Tom McMenamin, chairman of the Volkswagen National Dealer Advisory Council, was unavailable for comment. But his predecessor, John Luciano, thought the stunt was harmless and raised awareness of the ID4, which is now rolling into dealerships from Germany. Luciano went so far as to make "Voltswagen" T-shirts for his staff at Street Volkswagen of Amarillo in Texas.
VW itself tweeted that the stunt "got the whole world buzzing," and that "people talking about electric driving and our ID4 can only be a good thing."
Karen Doyne, a crisis communications expert at Doyne Strategies, told Ad Age that "VW's goal clearly was to create millions of headlines and posts linking its brands to electric cars, and it worked. Mission accomplished." She said consumers wouldn't find VW's actions offensive or be "turned off" by them.
Yet the decision to proceed with the Voltswagen stunt ran counter to years of claims that the automaker's history of intentional falsehoods was in the past. VW's long-term goal in the U.S. is to recapture the 5 percent market share it had in 1970, and Keogh said the key to that was restoring the brand's integrity and credibility.
"The absolute bedrock of that 5 points of share and the bedrock of those 570,000 units back then was, first and foremost, you need to be a well-liked and a well-trusted brand," he told Automotive News for a story nearly 11 months ago.
Last August — in an interview for an article on the five-year anniversary of the diesel emissions crisis — Keogh said VW had been transformed by what remains the costliest scandal in industry history.
"My point on this, and I've been clear on this from day one, we're not going to win [customers] back with, you know, a token press release or a news article in Automotive News," he said at the time. "What's going to win them back is exactly what we've been doing; it's sort of like a relationship, day in and day out, proving to [customers] that we're a good company, proving to them that we're doing the right thing, and proving to them that we're going to continue to do that."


Task instructions: For this exercise, copy each line of the records that contains the word "spreads".

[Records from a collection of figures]
▬▬▬▬▬▬▬▬▬▬
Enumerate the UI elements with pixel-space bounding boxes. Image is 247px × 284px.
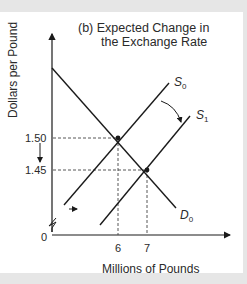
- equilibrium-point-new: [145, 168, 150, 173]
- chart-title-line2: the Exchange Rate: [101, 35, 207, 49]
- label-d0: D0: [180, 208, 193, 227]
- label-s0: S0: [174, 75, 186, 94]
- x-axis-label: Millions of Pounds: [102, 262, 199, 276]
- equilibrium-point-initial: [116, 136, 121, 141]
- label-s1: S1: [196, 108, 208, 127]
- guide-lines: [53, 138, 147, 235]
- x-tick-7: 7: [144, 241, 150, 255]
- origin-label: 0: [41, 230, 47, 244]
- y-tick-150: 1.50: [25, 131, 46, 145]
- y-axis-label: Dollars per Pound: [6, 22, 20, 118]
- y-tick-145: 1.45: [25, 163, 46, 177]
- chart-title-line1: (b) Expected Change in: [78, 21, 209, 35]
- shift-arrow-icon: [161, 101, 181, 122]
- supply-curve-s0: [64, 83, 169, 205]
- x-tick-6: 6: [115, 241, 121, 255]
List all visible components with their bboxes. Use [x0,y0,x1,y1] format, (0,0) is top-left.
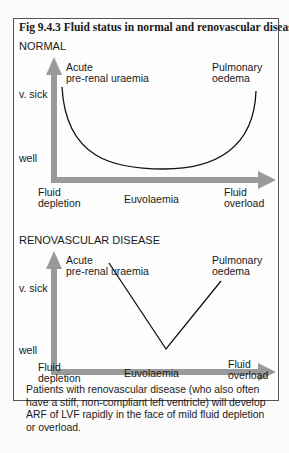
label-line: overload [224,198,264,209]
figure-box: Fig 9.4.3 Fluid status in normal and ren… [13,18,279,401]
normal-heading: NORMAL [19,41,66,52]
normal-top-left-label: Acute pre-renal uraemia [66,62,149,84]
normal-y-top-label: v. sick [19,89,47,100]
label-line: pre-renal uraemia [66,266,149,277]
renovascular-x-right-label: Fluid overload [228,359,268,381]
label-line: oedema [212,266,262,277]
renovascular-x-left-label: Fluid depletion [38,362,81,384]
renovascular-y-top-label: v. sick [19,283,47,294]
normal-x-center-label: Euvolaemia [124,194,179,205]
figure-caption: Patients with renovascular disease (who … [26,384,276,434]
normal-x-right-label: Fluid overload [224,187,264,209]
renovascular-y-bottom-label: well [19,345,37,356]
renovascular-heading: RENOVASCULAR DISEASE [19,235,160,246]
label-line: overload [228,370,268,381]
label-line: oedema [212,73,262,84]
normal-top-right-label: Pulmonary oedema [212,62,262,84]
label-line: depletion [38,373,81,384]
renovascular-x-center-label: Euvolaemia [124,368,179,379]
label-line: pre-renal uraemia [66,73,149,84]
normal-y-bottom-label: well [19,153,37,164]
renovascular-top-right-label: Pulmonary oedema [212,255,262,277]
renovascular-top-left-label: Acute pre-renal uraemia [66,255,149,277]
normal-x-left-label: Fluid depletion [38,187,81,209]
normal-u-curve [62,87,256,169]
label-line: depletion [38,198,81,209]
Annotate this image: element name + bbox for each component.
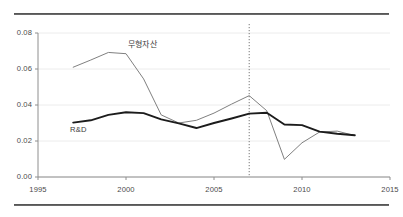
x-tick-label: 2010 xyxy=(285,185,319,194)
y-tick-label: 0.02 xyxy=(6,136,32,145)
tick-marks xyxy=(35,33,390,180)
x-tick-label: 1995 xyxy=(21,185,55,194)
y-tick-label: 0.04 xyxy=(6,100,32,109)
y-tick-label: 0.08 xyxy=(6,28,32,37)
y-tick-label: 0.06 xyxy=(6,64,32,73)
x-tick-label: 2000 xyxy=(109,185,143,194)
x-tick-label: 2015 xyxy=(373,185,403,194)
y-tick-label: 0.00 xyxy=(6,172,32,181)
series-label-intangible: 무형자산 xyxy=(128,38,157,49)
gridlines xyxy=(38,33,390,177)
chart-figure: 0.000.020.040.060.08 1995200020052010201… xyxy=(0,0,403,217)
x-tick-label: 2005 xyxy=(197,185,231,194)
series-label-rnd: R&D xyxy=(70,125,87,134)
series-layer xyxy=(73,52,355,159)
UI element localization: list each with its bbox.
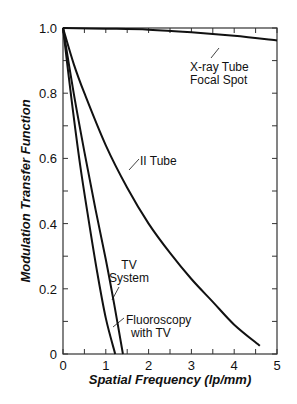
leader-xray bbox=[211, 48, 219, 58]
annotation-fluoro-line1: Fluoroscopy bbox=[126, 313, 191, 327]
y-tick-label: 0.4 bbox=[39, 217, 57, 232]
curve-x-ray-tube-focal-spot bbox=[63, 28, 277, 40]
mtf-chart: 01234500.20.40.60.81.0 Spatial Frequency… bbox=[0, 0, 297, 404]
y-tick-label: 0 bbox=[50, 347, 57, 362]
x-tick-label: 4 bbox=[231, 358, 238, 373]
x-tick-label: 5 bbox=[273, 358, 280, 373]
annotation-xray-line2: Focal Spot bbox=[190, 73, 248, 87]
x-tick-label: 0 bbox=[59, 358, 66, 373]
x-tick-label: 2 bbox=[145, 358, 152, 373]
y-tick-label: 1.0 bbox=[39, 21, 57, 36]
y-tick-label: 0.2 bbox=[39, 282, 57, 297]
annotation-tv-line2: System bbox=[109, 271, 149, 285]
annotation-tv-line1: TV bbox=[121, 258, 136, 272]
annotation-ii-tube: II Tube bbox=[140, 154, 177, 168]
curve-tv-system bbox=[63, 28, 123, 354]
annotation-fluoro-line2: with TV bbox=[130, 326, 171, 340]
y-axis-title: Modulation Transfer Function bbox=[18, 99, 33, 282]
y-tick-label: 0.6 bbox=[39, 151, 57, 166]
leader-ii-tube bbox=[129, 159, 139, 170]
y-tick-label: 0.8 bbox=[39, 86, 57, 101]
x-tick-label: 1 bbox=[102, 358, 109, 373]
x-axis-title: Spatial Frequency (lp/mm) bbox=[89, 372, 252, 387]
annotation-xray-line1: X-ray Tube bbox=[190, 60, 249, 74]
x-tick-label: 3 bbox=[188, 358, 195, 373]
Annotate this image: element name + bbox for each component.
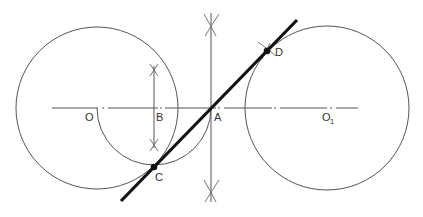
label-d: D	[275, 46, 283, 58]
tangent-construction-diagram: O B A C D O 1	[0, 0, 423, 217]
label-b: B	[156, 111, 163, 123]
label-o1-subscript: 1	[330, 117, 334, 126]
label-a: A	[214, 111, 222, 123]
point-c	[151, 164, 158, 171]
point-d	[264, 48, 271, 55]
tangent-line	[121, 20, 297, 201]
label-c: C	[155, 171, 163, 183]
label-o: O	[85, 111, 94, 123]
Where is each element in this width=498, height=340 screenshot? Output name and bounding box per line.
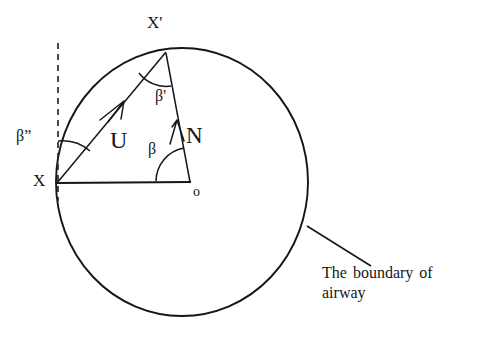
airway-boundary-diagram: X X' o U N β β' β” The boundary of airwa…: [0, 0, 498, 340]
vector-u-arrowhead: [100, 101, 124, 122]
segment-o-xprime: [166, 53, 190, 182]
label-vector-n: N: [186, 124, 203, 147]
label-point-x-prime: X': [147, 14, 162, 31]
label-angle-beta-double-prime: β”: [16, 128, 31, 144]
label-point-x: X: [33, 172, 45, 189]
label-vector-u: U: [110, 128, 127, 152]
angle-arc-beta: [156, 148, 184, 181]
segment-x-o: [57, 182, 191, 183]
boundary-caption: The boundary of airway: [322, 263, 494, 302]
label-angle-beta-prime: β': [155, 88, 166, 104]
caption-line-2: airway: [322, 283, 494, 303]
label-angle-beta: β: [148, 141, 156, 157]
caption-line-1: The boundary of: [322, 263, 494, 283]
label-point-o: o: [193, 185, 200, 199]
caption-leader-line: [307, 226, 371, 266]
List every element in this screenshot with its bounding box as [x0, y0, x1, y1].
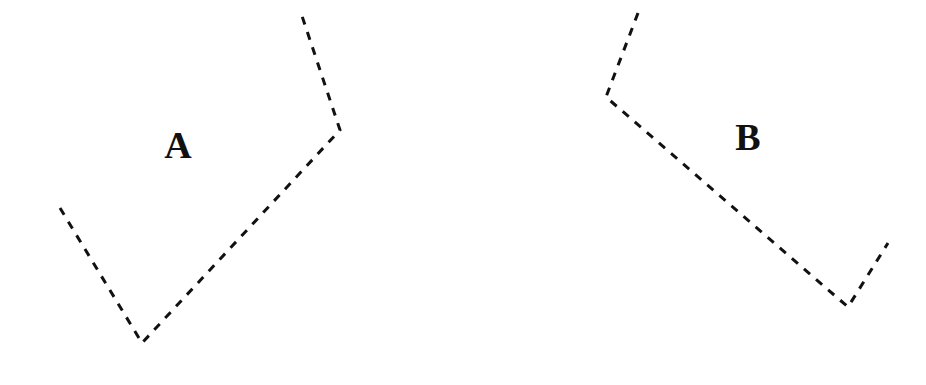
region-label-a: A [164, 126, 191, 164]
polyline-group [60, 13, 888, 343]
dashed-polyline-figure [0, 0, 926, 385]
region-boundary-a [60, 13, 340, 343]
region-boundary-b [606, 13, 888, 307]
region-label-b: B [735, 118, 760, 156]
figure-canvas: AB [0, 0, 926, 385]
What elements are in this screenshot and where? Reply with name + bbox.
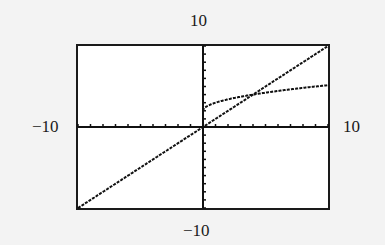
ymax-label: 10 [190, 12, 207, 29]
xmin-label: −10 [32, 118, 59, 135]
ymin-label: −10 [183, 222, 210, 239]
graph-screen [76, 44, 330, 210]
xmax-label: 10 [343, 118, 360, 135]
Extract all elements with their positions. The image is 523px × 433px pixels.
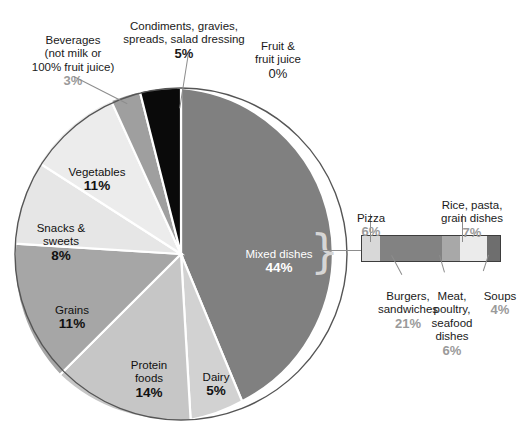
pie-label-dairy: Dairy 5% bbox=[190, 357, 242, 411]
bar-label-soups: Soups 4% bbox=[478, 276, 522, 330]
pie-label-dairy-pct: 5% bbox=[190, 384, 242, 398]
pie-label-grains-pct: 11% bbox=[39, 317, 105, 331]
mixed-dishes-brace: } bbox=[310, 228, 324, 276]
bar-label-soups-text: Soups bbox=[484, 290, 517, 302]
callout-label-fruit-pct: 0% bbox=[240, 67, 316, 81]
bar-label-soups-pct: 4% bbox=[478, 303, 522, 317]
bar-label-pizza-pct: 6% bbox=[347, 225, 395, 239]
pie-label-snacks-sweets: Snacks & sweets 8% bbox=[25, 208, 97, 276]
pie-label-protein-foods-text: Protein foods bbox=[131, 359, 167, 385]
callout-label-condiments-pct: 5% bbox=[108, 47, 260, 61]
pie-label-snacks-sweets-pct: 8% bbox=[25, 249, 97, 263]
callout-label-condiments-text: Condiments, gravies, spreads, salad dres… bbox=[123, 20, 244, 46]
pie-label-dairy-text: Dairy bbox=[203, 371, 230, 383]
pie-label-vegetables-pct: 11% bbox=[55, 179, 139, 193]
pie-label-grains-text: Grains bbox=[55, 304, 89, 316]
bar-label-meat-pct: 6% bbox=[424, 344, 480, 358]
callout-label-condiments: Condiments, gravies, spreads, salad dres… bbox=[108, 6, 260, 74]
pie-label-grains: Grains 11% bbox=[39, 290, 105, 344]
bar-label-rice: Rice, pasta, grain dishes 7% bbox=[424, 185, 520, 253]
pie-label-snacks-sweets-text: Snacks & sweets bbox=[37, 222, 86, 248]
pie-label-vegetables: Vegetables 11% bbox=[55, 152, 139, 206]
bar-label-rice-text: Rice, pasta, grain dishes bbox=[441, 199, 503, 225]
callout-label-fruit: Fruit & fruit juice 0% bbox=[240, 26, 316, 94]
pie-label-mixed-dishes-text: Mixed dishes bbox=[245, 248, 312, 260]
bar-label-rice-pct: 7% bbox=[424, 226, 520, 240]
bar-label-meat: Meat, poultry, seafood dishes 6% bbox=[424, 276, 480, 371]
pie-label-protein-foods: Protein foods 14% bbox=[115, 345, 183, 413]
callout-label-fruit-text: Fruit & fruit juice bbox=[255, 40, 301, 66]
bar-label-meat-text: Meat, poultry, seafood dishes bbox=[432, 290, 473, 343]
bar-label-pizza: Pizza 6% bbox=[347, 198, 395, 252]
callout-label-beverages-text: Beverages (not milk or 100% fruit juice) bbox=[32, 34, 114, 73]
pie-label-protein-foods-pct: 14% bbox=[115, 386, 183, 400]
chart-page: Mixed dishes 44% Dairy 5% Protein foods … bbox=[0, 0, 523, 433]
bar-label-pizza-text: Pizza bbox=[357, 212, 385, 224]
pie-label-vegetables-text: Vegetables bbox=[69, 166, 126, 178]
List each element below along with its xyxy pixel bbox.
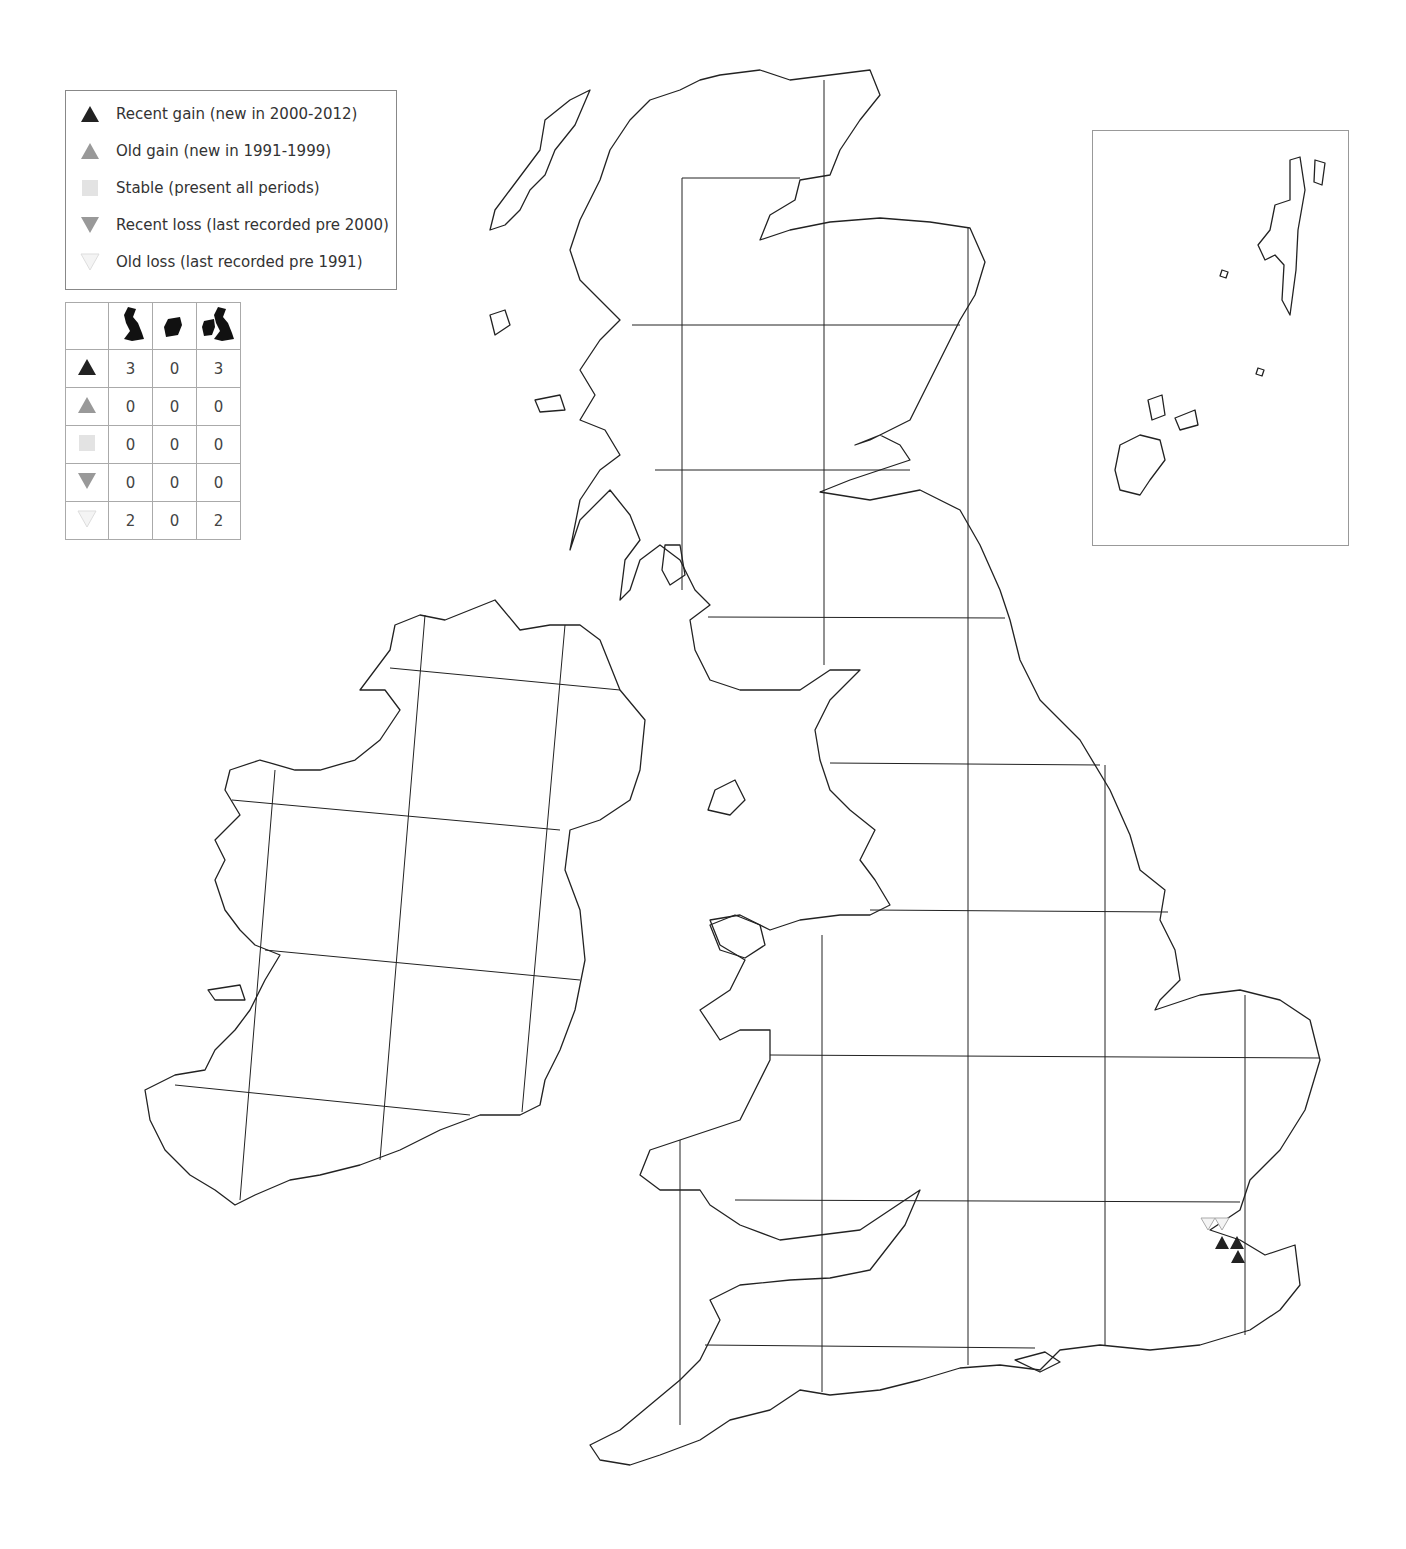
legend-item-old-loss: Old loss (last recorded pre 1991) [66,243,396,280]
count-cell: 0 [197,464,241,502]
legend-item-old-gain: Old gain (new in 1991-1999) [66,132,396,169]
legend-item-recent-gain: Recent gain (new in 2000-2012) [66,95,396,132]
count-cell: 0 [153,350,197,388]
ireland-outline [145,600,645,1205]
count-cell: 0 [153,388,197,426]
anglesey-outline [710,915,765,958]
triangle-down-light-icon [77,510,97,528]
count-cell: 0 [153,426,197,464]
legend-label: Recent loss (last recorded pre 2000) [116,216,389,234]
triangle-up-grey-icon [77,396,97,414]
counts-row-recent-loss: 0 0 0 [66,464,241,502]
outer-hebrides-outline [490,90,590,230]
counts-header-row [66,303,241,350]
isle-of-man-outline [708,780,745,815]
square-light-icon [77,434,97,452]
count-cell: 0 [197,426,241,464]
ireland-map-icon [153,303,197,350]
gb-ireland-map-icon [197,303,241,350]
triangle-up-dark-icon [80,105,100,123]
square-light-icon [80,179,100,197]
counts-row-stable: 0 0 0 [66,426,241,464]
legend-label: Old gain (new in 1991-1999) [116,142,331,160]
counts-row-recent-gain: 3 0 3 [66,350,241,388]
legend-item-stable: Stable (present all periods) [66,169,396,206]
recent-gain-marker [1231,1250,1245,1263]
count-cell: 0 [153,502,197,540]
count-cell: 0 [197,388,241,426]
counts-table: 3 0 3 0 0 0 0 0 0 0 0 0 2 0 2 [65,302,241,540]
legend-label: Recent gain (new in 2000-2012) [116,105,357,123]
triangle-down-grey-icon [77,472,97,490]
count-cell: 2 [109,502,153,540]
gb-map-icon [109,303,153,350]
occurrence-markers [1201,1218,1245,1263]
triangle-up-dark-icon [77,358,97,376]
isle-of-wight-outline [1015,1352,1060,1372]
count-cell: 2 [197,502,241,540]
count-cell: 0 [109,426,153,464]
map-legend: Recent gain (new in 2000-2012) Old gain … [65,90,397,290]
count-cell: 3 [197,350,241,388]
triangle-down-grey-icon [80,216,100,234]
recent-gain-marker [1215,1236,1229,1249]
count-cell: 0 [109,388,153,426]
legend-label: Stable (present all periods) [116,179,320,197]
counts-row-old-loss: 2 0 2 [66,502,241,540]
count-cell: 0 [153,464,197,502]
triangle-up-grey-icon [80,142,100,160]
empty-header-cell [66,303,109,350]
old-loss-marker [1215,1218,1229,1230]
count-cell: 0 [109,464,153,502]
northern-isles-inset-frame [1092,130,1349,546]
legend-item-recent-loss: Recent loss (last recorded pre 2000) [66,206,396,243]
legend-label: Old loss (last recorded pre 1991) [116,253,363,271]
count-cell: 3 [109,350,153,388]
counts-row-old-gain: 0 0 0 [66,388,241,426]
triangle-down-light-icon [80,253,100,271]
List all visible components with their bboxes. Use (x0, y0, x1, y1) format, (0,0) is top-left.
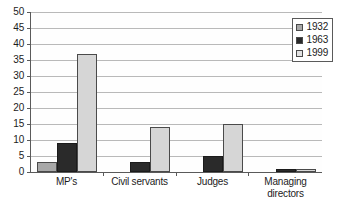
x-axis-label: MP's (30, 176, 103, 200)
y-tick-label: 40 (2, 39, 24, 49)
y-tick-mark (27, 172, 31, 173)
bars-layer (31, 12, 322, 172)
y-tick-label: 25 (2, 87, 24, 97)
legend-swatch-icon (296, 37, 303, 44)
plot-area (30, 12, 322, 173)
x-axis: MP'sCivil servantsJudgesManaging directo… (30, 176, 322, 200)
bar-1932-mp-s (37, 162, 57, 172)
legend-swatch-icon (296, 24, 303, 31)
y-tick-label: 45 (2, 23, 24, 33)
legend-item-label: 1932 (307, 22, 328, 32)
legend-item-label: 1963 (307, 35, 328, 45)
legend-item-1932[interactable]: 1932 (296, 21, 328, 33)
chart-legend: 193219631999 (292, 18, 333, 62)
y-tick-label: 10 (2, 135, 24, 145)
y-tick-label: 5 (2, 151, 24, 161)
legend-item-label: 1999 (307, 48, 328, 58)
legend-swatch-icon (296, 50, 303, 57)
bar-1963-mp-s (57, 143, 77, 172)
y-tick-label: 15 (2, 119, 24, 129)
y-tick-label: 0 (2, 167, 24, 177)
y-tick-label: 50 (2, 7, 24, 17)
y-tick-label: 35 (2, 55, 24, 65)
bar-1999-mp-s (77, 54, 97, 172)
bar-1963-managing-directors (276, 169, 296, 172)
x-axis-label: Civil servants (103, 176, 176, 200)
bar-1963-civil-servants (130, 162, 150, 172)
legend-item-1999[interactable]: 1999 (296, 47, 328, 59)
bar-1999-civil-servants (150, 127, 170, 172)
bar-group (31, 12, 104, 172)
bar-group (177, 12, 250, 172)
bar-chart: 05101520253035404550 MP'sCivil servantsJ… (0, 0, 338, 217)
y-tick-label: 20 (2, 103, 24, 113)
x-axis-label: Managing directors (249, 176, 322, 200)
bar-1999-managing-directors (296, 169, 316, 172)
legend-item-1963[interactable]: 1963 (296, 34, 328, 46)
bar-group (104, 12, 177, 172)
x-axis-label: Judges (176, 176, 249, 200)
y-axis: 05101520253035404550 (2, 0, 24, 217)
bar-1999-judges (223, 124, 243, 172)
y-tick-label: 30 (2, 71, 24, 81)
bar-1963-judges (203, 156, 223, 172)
▬▬▬▬▬▬▬▬▬▬
Answer below:
callout-label-condiments-text: Condiments, gravies, spreads, salad dres… bbox=[123, 20, 244, 46]
callout-label-condiments: Condiments, gravies, spreads, salad dres… bbox=[108, 6, 260, 74]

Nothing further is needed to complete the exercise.